Musée des Aigles Modernes 4

Musée des Aigles Modernes 4 reactivates Marcel Broodthaers’ emblem of the eagle as a sign of institutional authority, translating it into the visual and affective language of the present. Suspended within a blurred pictorial field and overlaid with a constellation of heart emojis, the image unfolds between historical reference and digital circulation.

Drawing on the visual vocabulary of Gerhard Richter, Davis Lisboa renders the eagle as an unstable, veiled presence, where recognition dissolves into ambiguity. The work situates itself within a lineage of artist-constructed museums—from Duchamp to Broodthaers—extending this tradition through the conceptual and operational framework of the Davis Museum Barcelona.

Original · Signed · Certificate

800

Product Details

Davis Lisboa, Musée des Aigles Modernes 4, 2017. Oil on linen, 40 × 40 × 3.5 cm (15.7 x 15.7 x 1.38 in)

This painting takes as its point of departure the eagle emblem developed by Marcel Broodthaers in his Musée d’Art Moderne, Département des Aigles (1968–1972), and more specifically in the exhibition Der Adler vom Oligozän bis heute (1972). More than an iconographic motif, the eagle appears here as a form historically associated with authority, legitimacy, and the symbolic power of the institution.

The work reactivates that genealogy and shifts it into the present through a cloud of heart emojis, incorporating the affective language of digital culture. Through this gesture, the institutional emblem is displaced into a new regime of visibility, in which circulation, attachment, and desire operate as contemporary forms of symbolic validation.

Formally, the painting adopts a diffuse surface that recalls the pictorial vocabulary of Gerhard Richter, holding the image in suspension between appearance and erasure. The eagle does not present itself as a stable figure, but as a veiled presence absorbed into a visual field of controlled ambiguity.

Integrated into The Paintings Section from Davis Museum Barcelona, the work belongs to a genealogy of artists who conceived their own museological dispositifs, from Duchamp with Boîte-en-valise and Filliou with La galerie légitime to Broodthaers, extending that tradition into the twenty-first century through the operative logic of the Davis Museum.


Pictures aside, quote the whole listing exactly.

Provided material —
<<<<

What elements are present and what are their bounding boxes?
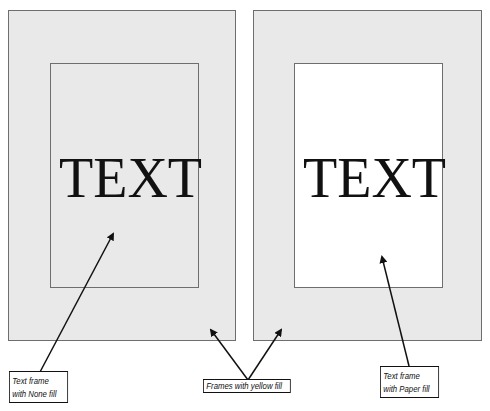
callout-yellow-fill: Frames with yellow fill xyxy=(203,379,291,393)
left-frame-text: TEXT xyxy=(59,150,202,206)
right-frame-text: TEXT xyxy=(303,150,446,206)
callout-yellow-fill-line1: Frames with yellow fill xyxy=(206,380,287,392)
callout-none-fill: Text frame with None fill xyxy=(9,371,68,403)
callout-none-fill-line2: with None fill xyxy=(12,387,64,400)
callout-paper-fill-line2: with Paper fill xyxy=(383,382,435,395)
callout-none-fill-line1: Text frame xyxy=(12,374,64,387)
callout-paper-fill: Text frame with Paper fill xyxy=(380,366,439,398)
callout-paper-fill-line1: Text frame xyxy=(383,369,435,382)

>>>>

Solution for this problem —
What elements are present and what are their bounding boxes?
callout-yellow-fill: Frames with yellow fill xyxy=(203,379,291,393)
left-frame-text: TEXT xyxy=(59,150,202,206)
right-frame-text: TEXT xyxy=(303,150,446,206)
callout-yellow-fill-line1: Frames with yellow fill xyxy=(206,380,287,392)
callout-none-fill: Text frame with None fill xyxy=(9,371,68,403)
callout-none-fill-line2: with None fill xyxy=(12,387,64,400)
callout-paper-fill-line2: with Paper fill xyxy=(383,382,435,395)
callout-none-fill-line1: Text frame xyxy=(12,374,64,387)
callout-paper-fill: Text frame with Paper fill xyxy=(380,366,439,398)
callout-paper-fill-line1: Text frame xyxy=(383,369,435,382)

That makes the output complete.